This document outlines the way Customer Success team is expected to write their CSS. Following this document ensures that everyone is writing markup that feels familiar and can be maintained by anyone with little overhead.
We follow a mixture of various methodologies include, but not limited to: SMACSS' seperation of concerns, OOCSS' modularity, Topcoat's coding guidelines, BEM-ish naming conventions, and others.
- Sass is our preprocessor of choice
- Susy is used for our SASS-based grid system
- PostCSS for its Autoprefixer plugin
- Sass-Lint is our preferred linter for
SCSS. Our custom linting rules are found here). Find out how to integrate Sass-Lint with your text editor here. - CSScomb is a tool that can be plugged into most popular text editors that automatically formats your code! Our formatting ruleset can be found here. Find out how to integrate CSSComb with your text editor here.
We strive to write modular, component driven CSS with a clear separation of concerns, structured so they are re-useable and findable. In the end, our code should be easy to maintain by anyone.
These guidelines are a summary of our base principles: Our code bases should all...
- Be written like a single person typed it
- Be mobile-first
- Be modular: components are better than page specific styles
- Be page specific only as a last resort
- Be written with nesting no deeper than 4 levels
- Be written with selectors that self document their location
You may notice the heavy influence of methodologies like SMACSS and OOCSS.
Familiarity with these concepts is crucial! We urge that you at least learn the basics: Jonathan Snook's "CSS is a Mess" and Andy Hume's "CSS For Grown Ups" are good places to start.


* **WORK INSTRUCTION**:
Output every entry below word for word, without its pictures.

* **RECORDS TO USE**:

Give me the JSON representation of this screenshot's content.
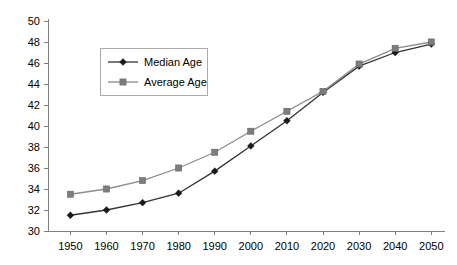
{
  "chart_data": {
    "type": "line",
    "title": "",
    "subtitle": "",
    "xlabel": "",
    "ylabel": "",
    "x": [
      1950,
      1960,
      1970,
      1980,
      1990,
      2000,
      2010,
      2020,
      2030,
      2040,
      2050
    ],
    "categories": [
      "1950",
      "1960",
      "1970",
      "1980",
      "1990",
      "2000",
      "2010",
      "2020",
      "2030",
      "2040",
      "2050"
    ],
    "series": [
      {
        "name": "Median Age",
        "color": "#1a1a1a",
        "marker": "diamond",
        "values": [
          31.5,
          32.0,
          32.7,
          33.6,
          35.7,
          38.1,
          40.5,
          43.2,
          45.7,
          47.0,
          47.8
        ]
      },
      {
        "name": "Average Age",
        "color": "#7d7d7d",
        "marker": "square",
        "values": [
          33.5,
          34.0,
          34.8,
          36.0,
          37.5,
          39.5,
          41.4,
          43.3,
          45.9,
          47.4,
          48.0
        ]
      }
    ],
    "ylim": [
      30,
      50
    ],
    "ytick_step": 2,
    "yticks": [
      30,
      32,
      34,
      36,
      38,
      40,
      42,
      44,
      46,
      48,
      50
    ],
    "ytick_labels": [
      "30",
      "32",
      "34",
      "36",
      "38",
      "40",
      "42",
      "44",
      "46",
      "48",
      "50"
    ],
    "xtick_labels": [
      "1950",
      "1960",
      "1970",
      "1980",
      "1990",
      "2000",
      "2010",
      "2020",
      "2030",
      "2040",
      "2050"
    ],
    "grid": false,
    "legend_position": "upper-left-inset",
    "legend_entries": [
      "Median Age",
      "Average Age"
    ]
  },
  "legend": {
    "items": [
      {
        "label": "Median Age"
      },
      {
        "label": "Average Age"
      }
    ]
  }
}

* **OUTPUT**:
Give me the JSON representation of this screenshot's content.
{
  "chart_data": {
    "type": "line",
    "title": "",
    "subtitle": "",
    "xlabel": "",
    "ylabel": "",
    "x": [
      1950,
      1960,
      1970,
      1980,
      1990,
      2000,
      2010,
      2020,
      2030,
      2040,
      2050
    ],
    "categories": [
      "1950",
      "1960",
      "1970",
      "1980",
      "1990",
      "2000",
      "2010",
      "2020",
      "2030",
      "2040",
      "2050"
    ],
    "series": [
      {
        "name": "Median Age",
        "color": "#1a1a1a",
        "marker": "diamond",
        "values": [
          31.5,
          32.0,
          32.7,
          33.6,
          35.7,
          38.1,
          40.5,
          43.2,
          45.7,
          47.0,
          47.8
        ]
      },
      {
        "name": "Average Age",
        "color": "#7d7d7d",
        "marker": "square",
        "values": [
          33.5,
          34.0,
          34.8,
          36.0,
          37.5,
          39.5,
          41.4,
          43.3,
          45.9,
          47.4,
          48.0
        ]
      }
    ],
    "ylim": [
      30,
      50
    ],
    "ytick_step": 2,
    "yticks": [
      30,
      32,
      34,
      36,
      38,
      40,
      42,
      44,
      46,
      48,
      50
    ],
    "ytick_labels": [
      "30",
      "32",
      "34",
      "36",
      "38",
      "40",
      "42",
      "44",
      "46",
      "48",
      "50"
    ],
    "xtick_labels": [
      "1950",
      "1960",
      "1970",
      "1980",
      "1990",
      "2000",
      "2010",
      "2020",
      "2030",
      "2040",
      "2050"
    ],
    "grid": false,
    "legend_position": "upper-left-inset",
    "legend_entries": [
      "Median Age",
      "Average Age"
    ]
  },
  "legend": {
    "items": [
      {
        "label": "Median Age"
      },
      {
        "label": "Average Age"
      }
    ]
  }
}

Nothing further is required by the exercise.